Anyone who ventures up Aberfoyle’s Doon Hill today will discover a great pine at the top hung with ribbons and messages from those who continue to take the news of Kirke’s captivity to heart. In the ancient churchyard nearby his prominent gravestone is also much visited. On it, along with a pastor’s crook and a Scots thistle, has been carved the unmistakeable outline of a dagger. This stone is assumed to have been laid over the grave some time after his death and to refer, startlingly for a Christian memorial, to Kirke’s alleged entanglement with the iron-phobic fairies in the fashion recounted by Scott.
Centuries of fun with the so-called ‘Fairy Minister’ have eclipsed the beliefs and scholarship of the real Robert Kirke. (His name is found with and without a final ‘e’ in the sources, but Walter Scott and the Balquhidder bell opted for the former.) In the novel I’ve tried to reflect these with reasonable accuracy. In her excellent introduction to the 2007 New York Review of Books edition of The Secret Commonwealth, Marina Warner argues that Kirke’s ministry, his learning and his temperament took him in a different direction from his seventeenth-century contemporaries ‘towards a benign and tolerant delight in the breadth of human understanding, imaginings, and possibility’. Kirke’s notebooks, which can be viewed in the National Library of Scotland, also attest to what Warner calls the ‘spirit of active wonder’ that connects Kirke to us today.
Edinburgh-born William John Macquorn Rankine, a genial polymath of eye-wateringly wide interests, is another figure whose achievements are largely forgotten. Rankine was a scientist, both theoretical and applied, a pioneer of thermodynamics, a mathematician, engineer, musician, composer of light verse, captain of the volunteer riflemen who formed Queen Victoria’s guard of honour at Loch Katrine, academic teacher and much else. He was known for his enthusiasm, courtesy, warmth, lack of vanity and generosity in helping friends with their own writing while monstrously busy with his own. I am wholly responsible for the sentiments ascribed to him here, but hope to have caught something of his engaging personality. The selected stanzas from ‘A Mathematician in Love’ are taken from a volume of his Songs and Fables, published posthumously in 1874 and accessible online.
In October 1859 a great deal of newsprint was devoted to the opening of the Corporation of Glasgow Water Works by Victoria and Albert. I am sorry to have found no evidence of a story doing the rounds today (and faithfully imparted to tourists) that a particularly exuberant twenty-one-gun salute shattered the windows of Royal Cottage during the ceremony, thus preventing the royal couple from staying the night as planned.

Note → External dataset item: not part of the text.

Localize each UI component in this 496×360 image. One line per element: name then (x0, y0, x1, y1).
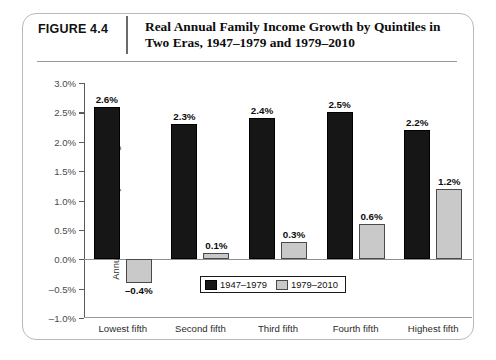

Despite the rain and the ample provision of bedrooms, however, the royal party was always due to return to Edinburgh that afternoon: the timetable had been agreed weeks earlier. If anyone has evidence to the contrary, do let me know.
Victoria’s diaries, available online at queenvictoriasjournals.org, provide an abundant and delightfully readable insight into their marriage and the restorative effect of their Balmoral home, where they welcomed Florence Nightingale warmly in September 1856. Intriguingly Prince Albert, whose stomach was increasingly bothering him in the last years of his life, did once bury a seltzer bottle at Balmoral with a message inside. He died in December 1861 at the age of just forty-two, to be mourned by Victoria for the rest of her long life.
By the second half of the 1850s Florence Nightingale was already well on her way to being sanctified as a ministering angel, the devoted ‘Lady with the Lamp’. Her efforts in the Crimea were followed by Notes on Nursing, an unprecedented compendium of practical advice which challenged the ignorance and prejudice of contemporary attitudes. Less well known are her denunciations of the arid, idle lives that upper- and middle-class women of the time were expected to live. In her angry essay ‘Cassandra’, penned in 1852 although not published until years later, Nightingale inveighs against the amount of time that ladies were expected to devote to keeping a pretty house, ordering the dinner, sending pheasants and apples to poor relations and driving out in the carriage – time that could be poured into work if only it were allowed. She describes sitting among a company of ladies and listening to them reading aloud as ‘like lying on one’s back with one’s hands tied, having liquid poured down one’s throat’.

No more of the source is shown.